10Lehman v. Kohl's Dep't Store, No. CV-06-581501 (Cuyahoga County, Ohio) (May 25, 2007). The case was settled after trial.
11Schultz v. Advocate Health & Hosp's Corp., 2002 WL 32154732 (N.D. Ill).
12Back v. Hastings on Hudson Union Free Sch. Dist., 365 F.3d 107 (2d Cir. 2004) (vacating district court's dismissal and remanding for trial claims against two individual defendants).
13Knussman v. Maryland, 272 F.3d 625, 629-30 (4th Cir. 2001) (verdict reduced on appeal).
14Walsh v. National Computer Sys. Inc., 332 F.3d 1150 (8th Cir. 2003).

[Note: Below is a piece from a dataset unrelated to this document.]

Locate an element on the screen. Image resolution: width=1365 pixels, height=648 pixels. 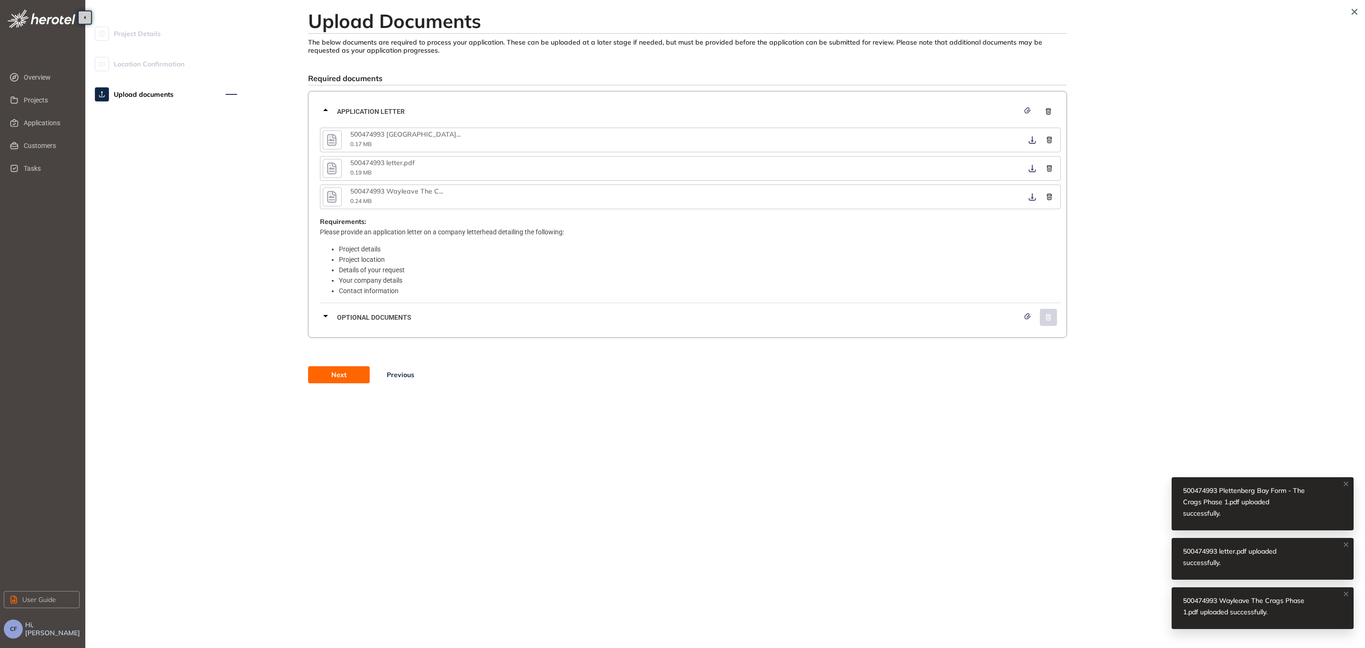
span: 0.17 MB is located at coordinates (361, 144).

Notably, the Eighth Circuit rejected the defendant's argument that the plaintiff's claim for parent or caretaker discrimination was not covered by Title VII. The Eighth Circuit held that the potential to become pregnant is a medical condition that is sex-related because only women can become pregnant and that because the plaintiff established that her potential to become pregnant served as the catalyst for the discriminatory behavior, the jury verdict would not be disturbed. Id. at 1160.
15Schafer v. Board of Public Educ., 903 F.2d 243 (3d Cir. 1990) (reversing summary judgment to defendant, affirming district court's denial of summary judgment for plaintiff, and remanding entire case for trial).
16Statement of Joan C. Williams, Professor of Law, University of California, Hastings College of Law at the Equal Employment Opportunity Commission meeting April 17, 2007 of Perspectives on Work/Family Balance and the Federal Equal Employment Opportunity Laws, www.eeoc.gov/abouteeoc/meetings/4-17-07/williams.html. For additional information, see www.eeoc.gov/abouteeoc/meetings/4-17-07/index.html.
17Phillips v. Martin Marietta Corp., 400 U.S. 542, 544 (1971) (per curiam).
18International Union, United Auto., Aerospace & Agric. Implement Workers of Am., UAW v. Johnson Controls Inc., 499 U.S. 187 (1991).
1942 U.S.C. §§ 12101-12213.
2042 U.S.C. § 1981.
2129 U.S.C. §§ 2601-2654.
221965 c. 230 added handicap as a protected category under the WFEA. 1981 c. 334 further defined the protection for handicapped individuals, terminology later changed to disability by 1997 Wisconsin Act 112.
231987 Wisconsin Act 287 created Wis. Stat. section 103.10.
24Nevada Dept. of Human Resources v. Hibbs, 538 U.S. 721, 736 (2003).
25Enforcement Guidance: Unlawful Disparate Treatment of Workers with Caregiving Responsibility, May 23, 2007, www.eeoc.gov/policy/docs/caregiving.pdf.
26Questions and Answers about EEOC's Enforcement Guidance on Unlawful Disparate Treatment of Workers with Caregiving Responsibilities, www.eeoc.gov/policy/docs/qanda_caregiving.html.
27Employee Retirement and Income Security Act of 1974 (ERISA), 29 U.S.C. §§ 1001-1461.
28Fair Labor Standards Act of 1938, 29 U.S.C. §§ 201-219.
29Enforcement Guidance, supra note 25, at 2.
30Under Title VII, a plaintiff must present either direct evidence of discrimination or indirect evidence using the McDonnell Douglas framework. See McDonnell Douglas Corp. v. Green, 411 U.S. 792 (1973). A plaintiff using the latter method has the burden of proving a prima facie claim for discrimination by a preponderance of the evidence. If a prima facie claim is proven, the burden then shifts to the defendant to articulate some legitimate, nondiscriminatory reason for the challenged action. If the defendant carries its burden, the plaintiff must have an opportunity to prove by a preponderance of the evidence that the legitimate reason offered by the defendant was not the true reason but instead was a pretext for discrimination.
31Lust, 383 F.3d at 583 (citations omitted).
32See Burlington N. & Santa Fe Ry. v. White, 126 S. Ct. 2405, 2415 (2006) ("A schedule change in an employee's work schedule may make little difference to many workers, but may matter enormously to a young mother with school age children.").